2024 Records the Highest CO2 Gas Emissions Amid a Worsening Global Warming Crisis

Tanzina Tuba for TWH

It has been 10 years since the world powers decided to do something ambitious about global warming. They pledged to limit carbon emissions to keep the earth’s average temperature under 2°C (preferably 1.5°C) above the pre-industrial levels the most crucial aspect of the Paris Agreement signed in 2015.

 

You would assume that in 10 years, we might have succeeded in forming some sort of direction, a strategy — even if we failed to implement it to the letter, at least a semblance of a way forward. However, the fact that in 2024, CO2 emissions worldwide were the highest ever presents a grim reality. 

 

What’s more disheartening is that 2025 began with the worst possible news: the Los Angeles Fires, which devastated not only lives but also caused unimaginable economic loss. If this is not the wake-up call we need, then what else? 

 

If you have been following our reporting on global warming and its devastating effects in countries of Africa, South America, South Asia, and even North America, you’d know how serious the global warming crisis has become. 

 

The 2024 Global Carbon Budget Report, presented during the COP 29 Climate Summit in Azerbaijan in November 2024, revealed that 41.6 billion metric tons of CO2 gas was released in 2024, up from 40.6 billion tons in 2023. And that is not all; since the signing of the Paris Agreement, CO2 emissions have never seen a downward trajectory. Much of the carbon dioxide (CO2) emissions came from burning oil, gas, and coal for energy consumption, totaling 37.4 billion tons, while the remaining was from deforestation and wildfires, as tabulated in the report.   

 

Scientists argue that CO2 emissions in 2024 made it the hottest year, breaking the 1.5°C threshold set by the Paris Agreement. This was partly due to the El Niño phenomenon, which is the natural warming of the oceanic surface in the eastern and central Pacific Ocean. The warm ocean surface creates warmer winds, causing a circulatory imbalance, resulting in extreme weather events, rain, flooding, droughts, and wildfires. The current oscillation event of El Niño began in June 2023 and continued well into May 2024. Major weather events in 2024, such as the Bolivia and Venezuela wildfires, torrential flooding in Nepal, Sudan, and Spain, and heatwaves in Mexico and Saudi Arabia, have all been attributed to the El Niño phenomenon.

 

Commenting on the closing of the COP 29 summit, a news report from Reuters argued that emissions from the US, the world’s leading oil and gas consumer, decreased by 0.6% in 2024. The EU’s emissions fell by 3.8%, while India’s rose by 4.6%. China contributed a plus of 0.2%, and emissions from increased air travel post-COVID-19 jumped by 7.8%.  

 

Breaking the 1.5°C threshold may not be an isolated event, and 2025 could become another record-hot year. Ralph Keeling, director of the CO2 Program at UC San Diego’s Scripps Institution of Oceanography, said: “We aren’t just breaking records in CO2 concentrations, but also the record in how fast it is rising.”

 

Our readers should understand why the 1.5°C threshold matters so much. Since human civilization began, we have been burning the earth’s resources to advance society. Burning releases carbon dioxide, which trees absorb. As the population grew, so did the demand for fuel and land, so we cut down trees. Deforestation led to less absorption by trees, and the excess gas started heating our climate. And with that came other events, such as volcanic eruptions, floods, fires, drought, and the melting of polar ice, which increased ocean levels and disrupted nature’s order of things. 

 

Before humans started expelling huge volumes of CO2 into the atmosphere, the carbon readings were about 280 ppm for almost 6000 years. Today, the latest readings put us at 426 ppm of CO2. If this continues, our climate will become alien to us, and all the dystopian times we conjure in our movies and TV shows will become a reality. 

 

The 1.5°C threshold allows us to maintain our current trajectory and helps reverse the damage we have already done. If our average yearly temperature does not rise above 1.5°C from the pre-industrial levels, we are safe; anything beyond that puts us in uncharted territory, according to climate experts. 

 

“Global heating is a cold, hard fact,” United Nations Secretary-General António Guterres said in a statement announcing 2024 as the hottest year on record. “There’s still time to avoid the worst of climate catastrophe. But leaders must act – now.”

 

A positive from the COP 29 Summit was the increased funding pledged by developed countries, which was more than $300 billion. However, it is not enough for developing nations, given the overall investment required at the present trajectory is above $1.3 trillion. World governments are doubling down on climate change, the renewable energy sector is booming, electric cars are in, and people have become more responsive. Still, where it matters, we are lacking in leadership. Some countries have to take leadership roles, and the world would obviously look to the US as the sole superpower, but is the US even ready? Trump’s second term in office and his stance on climate do not make scientists and policy pundits very optimistic.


Where in the records does the word "Harassment" occur? Copy each line in which it does.

*****

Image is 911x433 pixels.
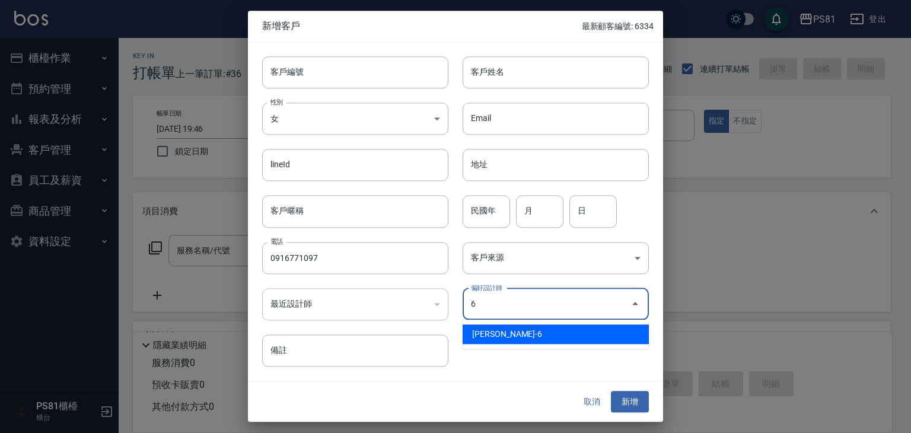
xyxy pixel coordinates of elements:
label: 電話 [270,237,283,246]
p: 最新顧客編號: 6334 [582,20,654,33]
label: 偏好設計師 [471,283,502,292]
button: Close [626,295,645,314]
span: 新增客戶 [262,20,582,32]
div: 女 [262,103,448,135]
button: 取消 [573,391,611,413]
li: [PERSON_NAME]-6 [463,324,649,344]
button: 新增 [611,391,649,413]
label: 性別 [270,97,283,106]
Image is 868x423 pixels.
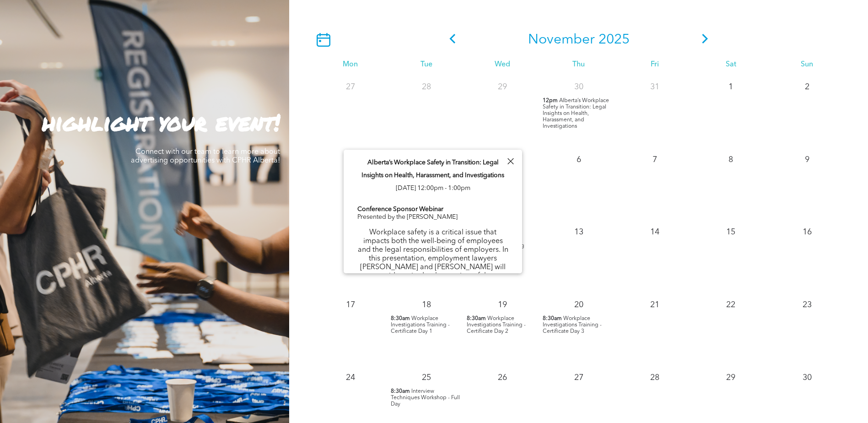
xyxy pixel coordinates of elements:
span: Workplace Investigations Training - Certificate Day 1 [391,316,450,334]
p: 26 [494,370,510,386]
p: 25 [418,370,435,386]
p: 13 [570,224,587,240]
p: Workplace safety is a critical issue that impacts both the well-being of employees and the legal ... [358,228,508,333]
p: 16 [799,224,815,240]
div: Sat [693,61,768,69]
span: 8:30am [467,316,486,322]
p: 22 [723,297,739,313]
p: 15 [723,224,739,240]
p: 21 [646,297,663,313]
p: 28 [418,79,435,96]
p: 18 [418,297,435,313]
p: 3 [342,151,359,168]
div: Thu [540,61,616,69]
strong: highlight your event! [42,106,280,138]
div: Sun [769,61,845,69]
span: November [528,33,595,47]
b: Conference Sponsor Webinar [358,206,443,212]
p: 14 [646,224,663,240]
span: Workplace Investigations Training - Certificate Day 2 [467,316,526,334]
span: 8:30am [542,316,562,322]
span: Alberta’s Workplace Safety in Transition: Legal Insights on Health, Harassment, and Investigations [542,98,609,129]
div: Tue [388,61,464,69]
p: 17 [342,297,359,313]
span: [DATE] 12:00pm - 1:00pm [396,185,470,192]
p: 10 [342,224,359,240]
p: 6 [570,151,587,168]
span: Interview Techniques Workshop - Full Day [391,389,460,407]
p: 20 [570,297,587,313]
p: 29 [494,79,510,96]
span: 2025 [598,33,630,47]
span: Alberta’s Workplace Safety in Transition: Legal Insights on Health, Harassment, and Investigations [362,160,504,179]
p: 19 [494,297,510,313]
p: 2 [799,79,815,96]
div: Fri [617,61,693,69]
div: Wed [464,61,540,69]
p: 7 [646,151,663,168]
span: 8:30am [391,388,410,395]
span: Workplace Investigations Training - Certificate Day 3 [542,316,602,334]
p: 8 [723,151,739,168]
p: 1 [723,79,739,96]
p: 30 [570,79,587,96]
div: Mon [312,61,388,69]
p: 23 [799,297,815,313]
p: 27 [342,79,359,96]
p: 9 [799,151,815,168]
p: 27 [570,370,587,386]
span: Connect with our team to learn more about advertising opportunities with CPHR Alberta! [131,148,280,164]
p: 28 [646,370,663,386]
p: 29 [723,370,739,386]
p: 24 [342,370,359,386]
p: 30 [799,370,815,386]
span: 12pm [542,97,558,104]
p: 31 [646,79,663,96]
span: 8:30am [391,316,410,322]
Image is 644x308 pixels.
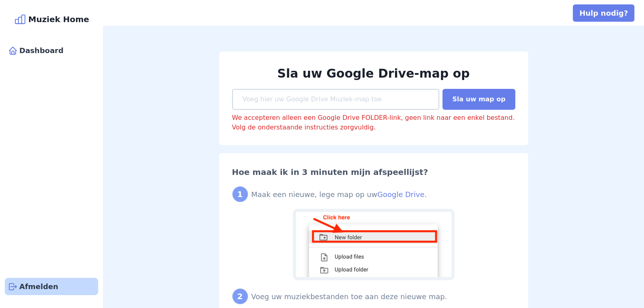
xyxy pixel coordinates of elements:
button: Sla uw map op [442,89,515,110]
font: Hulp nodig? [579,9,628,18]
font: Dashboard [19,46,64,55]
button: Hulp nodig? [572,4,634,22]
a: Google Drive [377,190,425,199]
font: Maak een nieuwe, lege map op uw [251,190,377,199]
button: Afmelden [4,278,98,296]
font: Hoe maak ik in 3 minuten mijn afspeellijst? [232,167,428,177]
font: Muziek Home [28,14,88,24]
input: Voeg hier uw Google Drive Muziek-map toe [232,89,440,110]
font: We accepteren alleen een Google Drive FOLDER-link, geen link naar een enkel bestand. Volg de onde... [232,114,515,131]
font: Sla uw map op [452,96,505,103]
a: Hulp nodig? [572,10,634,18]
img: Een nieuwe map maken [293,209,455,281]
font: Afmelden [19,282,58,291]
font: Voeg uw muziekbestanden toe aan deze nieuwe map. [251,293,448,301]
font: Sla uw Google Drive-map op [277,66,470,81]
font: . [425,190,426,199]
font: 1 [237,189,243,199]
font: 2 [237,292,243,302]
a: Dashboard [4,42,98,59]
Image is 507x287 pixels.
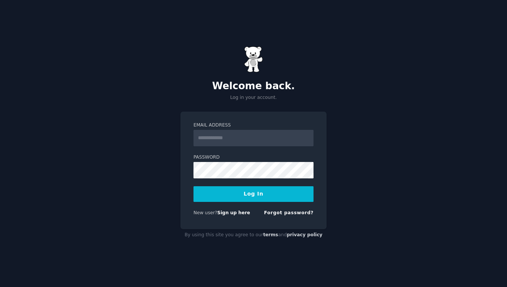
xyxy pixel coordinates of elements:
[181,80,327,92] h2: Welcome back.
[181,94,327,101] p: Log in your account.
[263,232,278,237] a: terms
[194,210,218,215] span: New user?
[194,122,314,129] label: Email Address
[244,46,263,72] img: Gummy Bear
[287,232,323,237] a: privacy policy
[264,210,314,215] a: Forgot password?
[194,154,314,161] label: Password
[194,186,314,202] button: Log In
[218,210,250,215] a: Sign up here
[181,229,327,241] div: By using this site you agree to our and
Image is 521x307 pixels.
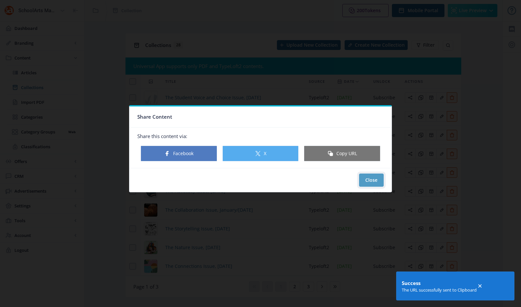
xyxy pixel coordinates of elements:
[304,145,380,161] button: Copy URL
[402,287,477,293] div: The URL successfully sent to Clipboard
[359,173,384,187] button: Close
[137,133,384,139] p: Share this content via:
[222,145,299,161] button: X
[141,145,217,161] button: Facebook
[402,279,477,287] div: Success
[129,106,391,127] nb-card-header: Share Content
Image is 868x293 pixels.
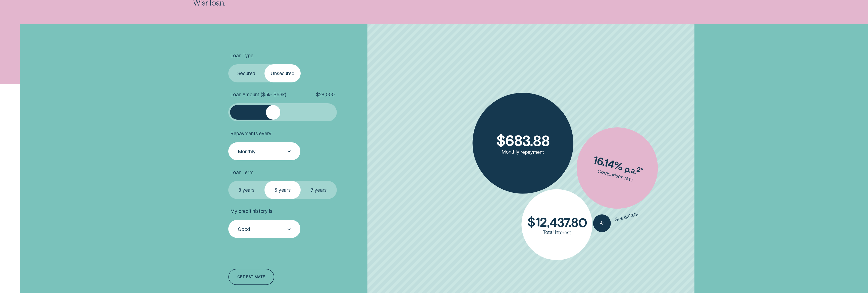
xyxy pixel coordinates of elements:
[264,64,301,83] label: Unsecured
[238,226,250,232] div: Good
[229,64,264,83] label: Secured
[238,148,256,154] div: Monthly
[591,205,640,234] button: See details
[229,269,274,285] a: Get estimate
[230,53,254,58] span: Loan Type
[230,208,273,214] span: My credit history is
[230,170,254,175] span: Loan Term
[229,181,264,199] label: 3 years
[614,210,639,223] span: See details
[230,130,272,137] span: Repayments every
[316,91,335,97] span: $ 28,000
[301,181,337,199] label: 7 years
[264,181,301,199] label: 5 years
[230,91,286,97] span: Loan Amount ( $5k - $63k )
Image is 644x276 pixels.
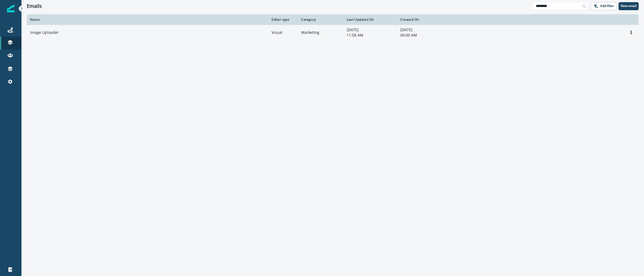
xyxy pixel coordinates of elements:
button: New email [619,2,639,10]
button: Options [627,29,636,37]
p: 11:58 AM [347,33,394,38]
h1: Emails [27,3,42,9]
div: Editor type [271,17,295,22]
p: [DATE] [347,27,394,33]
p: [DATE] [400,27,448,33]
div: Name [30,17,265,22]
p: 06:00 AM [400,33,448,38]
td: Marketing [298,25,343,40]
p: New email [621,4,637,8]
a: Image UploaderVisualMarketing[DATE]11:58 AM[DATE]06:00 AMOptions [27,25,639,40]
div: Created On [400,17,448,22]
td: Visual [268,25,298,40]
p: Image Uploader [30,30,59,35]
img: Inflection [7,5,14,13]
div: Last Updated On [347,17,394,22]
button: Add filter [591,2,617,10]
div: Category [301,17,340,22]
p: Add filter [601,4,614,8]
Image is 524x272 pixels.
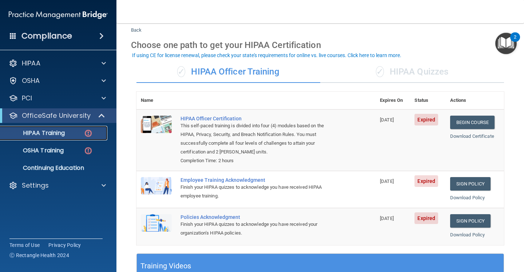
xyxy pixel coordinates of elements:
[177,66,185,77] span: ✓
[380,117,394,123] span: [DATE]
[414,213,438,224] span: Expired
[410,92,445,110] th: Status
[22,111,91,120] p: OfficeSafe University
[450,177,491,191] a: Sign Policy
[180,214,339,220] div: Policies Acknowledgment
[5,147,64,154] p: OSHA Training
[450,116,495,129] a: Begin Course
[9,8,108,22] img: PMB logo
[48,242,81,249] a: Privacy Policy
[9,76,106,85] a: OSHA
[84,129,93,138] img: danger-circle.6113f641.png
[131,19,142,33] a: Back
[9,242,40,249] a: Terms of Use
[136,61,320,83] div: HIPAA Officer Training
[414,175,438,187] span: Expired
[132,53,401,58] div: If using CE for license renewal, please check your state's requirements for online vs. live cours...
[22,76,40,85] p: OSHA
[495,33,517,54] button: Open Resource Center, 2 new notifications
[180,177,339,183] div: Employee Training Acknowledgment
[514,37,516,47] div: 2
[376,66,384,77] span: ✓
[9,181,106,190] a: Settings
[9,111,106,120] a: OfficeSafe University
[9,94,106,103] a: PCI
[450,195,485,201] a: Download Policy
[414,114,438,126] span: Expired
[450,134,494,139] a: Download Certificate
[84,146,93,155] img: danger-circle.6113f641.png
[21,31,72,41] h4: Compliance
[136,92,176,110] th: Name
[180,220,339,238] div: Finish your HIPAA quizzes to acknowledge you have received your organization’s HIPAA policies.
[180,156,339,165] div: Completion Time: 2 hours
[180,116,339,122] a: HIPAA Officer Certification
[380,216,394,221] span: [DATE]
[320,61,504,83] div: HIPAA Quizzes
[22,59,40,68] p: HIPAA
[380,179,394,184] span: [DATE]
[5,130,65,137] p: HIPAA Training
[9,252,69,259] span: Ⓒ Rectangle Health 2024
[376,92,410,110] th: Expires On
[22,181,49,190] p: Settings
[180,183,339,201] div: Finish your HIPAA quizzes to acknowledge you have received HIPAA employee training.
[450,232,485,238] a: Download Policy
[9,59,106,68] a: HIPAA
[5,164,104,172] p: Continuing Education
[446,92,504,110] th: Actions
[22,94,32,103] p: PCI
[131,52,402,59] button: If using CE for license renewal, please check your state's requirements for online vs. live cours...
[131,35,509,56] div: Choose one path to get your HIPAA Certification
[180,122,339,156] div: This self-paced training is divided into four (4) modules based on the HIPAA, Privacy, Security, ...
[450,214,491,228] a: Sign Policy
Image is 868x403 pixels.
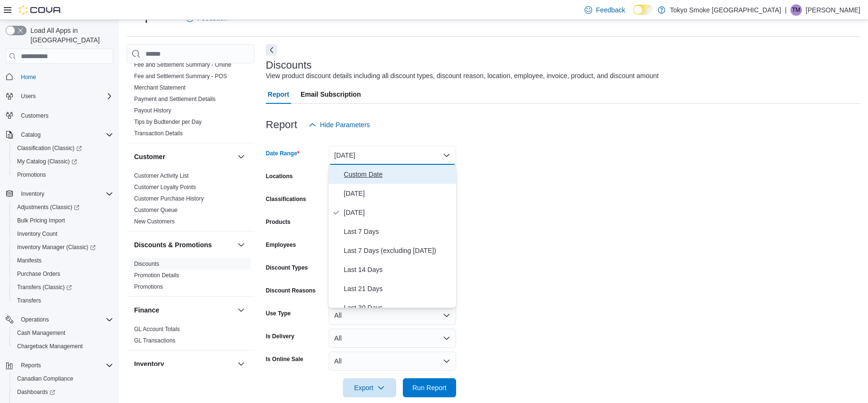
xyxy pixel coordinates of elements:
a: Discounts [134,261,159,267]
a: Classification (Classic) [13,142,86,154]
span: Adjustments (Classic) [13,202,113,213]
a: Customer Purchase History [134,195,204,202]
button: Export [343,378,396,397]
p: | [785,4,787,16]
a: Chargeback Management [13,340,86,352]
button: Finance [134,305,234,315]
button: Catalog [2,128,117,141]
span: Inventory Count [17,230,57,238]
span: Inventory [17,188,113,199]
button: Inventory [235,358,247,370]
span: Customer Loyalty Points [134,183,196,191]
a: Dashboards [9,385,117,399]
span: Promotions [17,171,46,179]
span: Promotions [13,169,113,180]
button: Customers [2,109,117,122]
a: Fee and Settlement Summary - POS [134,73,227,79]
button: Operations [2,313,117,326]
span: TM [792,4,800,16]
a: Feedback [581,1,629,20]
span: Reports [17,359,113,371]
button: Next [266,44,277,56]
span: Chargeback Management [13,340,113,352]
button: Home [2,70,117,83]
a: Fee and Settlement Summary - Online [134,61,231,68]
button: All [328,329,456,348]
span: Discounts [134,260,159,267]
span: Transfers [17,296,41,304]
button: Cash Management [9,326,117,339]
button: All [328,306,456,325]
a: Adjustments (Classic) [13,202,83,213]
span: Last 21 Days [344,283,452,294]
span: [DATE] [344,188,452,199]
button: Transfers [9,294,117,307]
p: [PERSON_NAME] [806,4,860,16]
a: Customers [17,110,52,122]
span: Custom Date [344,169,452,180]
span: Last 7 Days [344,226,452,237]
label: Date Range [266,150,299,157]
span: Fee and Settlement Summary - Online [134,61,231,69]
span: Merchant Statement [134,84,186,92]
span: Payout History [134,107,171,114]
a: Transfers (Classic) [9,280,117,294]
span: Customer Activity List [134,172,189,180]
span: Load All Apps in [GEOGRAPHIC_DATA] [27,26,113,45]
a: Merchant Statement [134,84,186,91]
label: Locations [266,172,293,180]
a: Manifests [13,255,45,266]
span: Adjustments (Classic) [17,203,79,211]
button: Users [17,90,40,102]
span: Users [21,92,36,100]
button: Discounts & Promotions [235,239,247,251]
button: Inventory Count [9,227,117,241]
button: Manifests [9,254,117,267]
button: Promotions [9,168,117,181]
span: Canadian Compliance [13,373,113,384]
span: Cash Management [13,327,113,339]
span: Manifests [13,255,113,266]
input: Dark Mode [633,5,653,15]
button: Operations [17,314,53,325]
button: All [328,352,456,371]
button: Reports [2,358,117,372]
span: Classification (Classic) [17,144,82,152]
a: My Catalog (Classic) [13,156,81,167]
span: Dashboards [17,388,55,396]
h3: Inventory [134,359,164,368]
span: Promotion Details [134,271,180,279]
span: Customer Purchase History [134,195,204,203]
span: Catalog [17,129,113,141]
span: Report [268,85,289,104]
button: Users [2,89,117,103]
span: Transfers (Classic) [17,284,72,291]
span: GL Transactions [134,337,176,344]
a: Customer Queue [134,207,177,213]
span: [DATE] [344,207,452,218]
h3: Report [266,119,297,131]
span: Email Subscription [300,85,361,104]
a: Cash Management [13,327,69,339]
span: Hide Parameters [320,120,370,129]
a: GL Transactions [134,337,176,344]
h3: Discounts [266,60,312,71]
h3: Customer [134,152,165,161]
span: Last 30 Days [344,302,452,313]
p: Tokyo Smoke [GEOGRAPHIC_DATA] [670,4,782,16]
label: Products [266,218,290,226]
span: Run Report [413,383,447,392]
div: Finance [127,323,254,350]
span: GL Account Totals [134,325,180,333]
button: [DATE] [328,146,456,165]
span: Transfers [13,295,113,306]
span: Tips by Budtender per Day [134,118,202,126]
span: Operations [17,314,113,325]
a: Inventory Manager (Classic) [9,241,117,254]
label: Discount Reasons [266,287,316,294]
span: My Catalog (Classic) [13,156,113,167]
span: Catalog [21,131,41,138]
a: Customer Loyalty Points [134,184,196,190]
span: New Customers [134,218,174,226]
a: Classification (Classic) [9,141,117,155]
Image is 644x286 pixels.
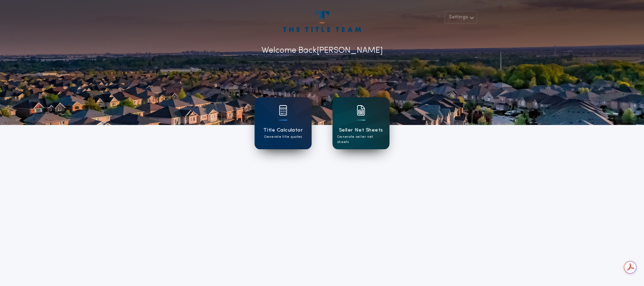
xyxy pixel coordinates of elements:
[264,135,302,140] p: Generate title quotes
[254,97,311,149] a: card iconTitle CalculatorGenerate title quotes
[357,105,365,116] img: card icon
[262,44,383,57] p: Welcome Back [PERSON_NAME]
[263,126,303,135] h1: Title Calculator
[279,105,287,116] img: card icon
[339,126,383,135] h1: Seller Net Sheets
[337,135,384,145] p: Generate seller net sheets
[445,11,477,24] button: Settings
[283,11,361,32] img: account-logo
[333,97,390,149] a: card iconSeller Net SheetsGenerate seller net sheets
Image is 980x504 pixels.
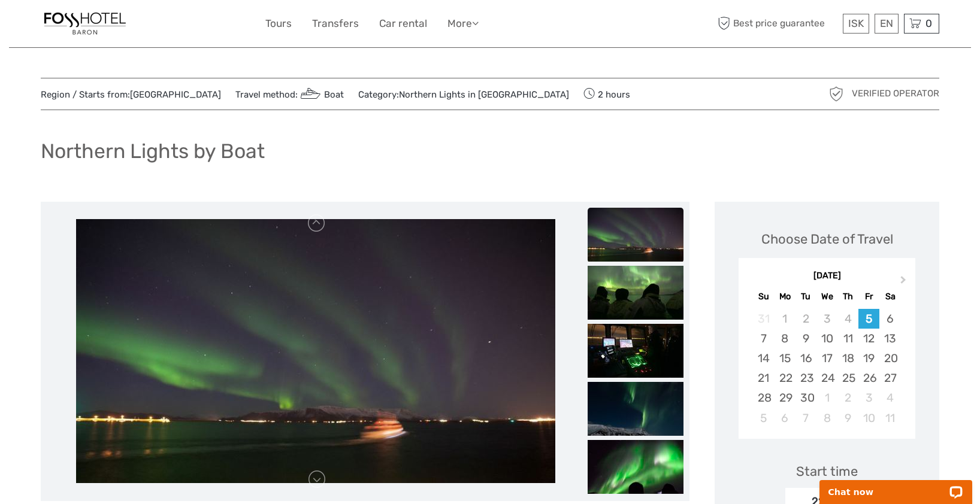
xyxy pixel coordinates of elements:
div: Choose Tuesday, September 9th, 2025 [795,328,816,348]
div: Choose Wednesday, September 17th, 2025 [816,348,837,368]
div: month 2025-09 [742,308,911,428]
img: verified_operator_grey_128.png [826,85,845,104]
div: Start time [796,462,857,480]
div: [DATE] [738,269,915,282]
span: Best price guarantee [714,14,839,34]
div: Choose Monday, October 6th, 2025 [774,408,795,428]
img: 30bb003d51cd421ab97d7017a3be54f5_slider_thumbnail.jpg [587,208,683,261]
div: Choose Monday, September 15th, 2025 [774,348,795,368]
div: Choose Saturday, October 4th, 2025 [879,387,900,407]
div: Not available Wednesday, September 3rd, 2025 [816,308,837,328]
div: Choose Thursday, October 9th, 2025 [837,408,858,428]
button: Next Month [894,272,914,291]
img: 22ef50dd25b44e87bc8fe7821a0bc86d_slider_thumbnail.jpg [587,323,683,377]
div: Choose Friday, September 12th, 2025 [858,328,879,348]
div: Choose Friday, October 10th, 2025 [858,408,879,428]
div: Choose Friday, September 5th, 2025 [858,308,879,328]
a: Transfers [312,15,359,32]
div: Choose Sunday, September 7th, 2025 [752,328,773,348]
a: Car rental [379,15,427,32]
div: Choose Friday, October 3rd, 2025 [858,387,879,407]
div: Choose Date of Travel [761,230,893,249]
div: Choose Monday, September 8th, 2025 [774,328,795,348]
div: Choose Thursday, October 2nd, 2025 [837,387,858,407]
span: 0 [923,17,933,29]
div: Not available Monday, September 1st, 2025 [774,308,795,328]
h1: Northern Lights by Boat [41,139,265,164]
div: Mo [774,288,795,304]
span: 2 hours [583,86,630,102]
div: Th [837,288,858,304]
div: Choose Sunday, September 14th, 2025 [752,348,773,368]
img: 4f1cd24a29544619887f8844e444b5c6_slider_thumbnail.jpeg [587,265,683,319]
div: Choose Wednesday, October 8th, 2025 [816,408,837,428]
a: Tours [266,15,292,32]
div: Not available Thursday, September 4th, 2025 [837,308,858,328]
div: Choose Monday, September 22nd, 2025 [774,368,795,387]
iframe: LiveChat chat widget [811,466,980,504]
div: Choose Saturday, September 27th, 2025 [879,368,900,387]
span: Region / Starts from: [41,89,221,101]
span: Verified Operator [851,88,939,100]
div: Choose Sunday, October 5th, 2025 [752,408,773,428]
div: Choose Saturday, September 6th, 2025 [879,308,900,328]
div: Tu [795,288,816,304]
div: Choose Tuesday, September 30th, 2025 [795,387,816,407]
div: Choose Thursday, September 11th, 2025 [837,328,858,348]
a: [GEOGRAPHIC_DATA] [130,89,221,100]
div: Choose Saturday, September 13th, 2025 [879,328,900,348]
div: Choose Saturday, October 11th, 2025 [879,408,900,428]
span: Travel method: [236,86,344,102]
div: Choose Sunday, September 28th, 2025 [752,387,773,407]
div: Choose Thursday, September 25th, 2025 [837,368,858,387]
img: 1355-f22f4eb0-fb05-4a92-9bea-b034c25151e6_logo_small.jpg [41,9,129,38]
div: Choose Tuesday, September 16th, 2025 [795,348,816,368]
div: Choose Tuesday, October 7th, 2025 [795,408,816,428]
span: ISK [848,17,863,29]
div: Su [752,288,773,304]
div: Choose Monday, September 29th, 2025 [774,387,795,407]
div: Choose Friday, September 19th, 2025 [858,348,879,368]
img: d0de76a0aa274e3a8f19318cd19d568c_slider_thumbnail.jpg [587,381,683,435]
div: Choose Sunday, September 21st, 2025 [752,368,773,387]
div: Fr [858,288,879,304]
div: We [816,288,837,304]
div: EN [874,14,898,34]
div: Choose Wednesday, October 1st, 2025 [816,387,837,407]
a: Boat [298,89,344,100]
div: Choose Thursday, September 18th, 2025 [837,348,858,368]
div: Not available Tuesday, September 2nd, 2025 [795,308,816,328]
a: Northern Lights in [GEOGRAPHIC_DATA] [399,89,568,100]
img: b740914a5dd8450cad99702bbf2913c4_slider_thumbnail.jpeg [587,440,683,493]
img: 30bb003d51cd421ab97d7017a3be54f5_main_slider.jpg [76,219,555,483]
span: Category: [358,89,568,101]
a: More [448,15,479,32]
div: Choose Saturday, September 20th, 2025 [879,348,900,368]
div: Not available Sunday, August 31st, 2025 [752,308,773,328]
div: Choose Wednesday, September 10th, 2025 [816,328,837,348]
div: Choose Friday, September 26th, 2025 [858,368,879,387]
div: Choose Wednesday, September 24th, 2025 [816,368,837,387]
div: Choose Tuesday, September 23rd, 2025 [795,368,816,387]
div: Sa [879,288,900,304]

*****

_Exercise output_.
span: Alberta’s Workplace Safety in Transition: Legal Insights on Health, Harassment, and Investigations [542,98,609,129]
span: Alberta’s Workplace Safety in Transition: Legal Insights on Health, Harassment, and Investigations [362,160,504,179]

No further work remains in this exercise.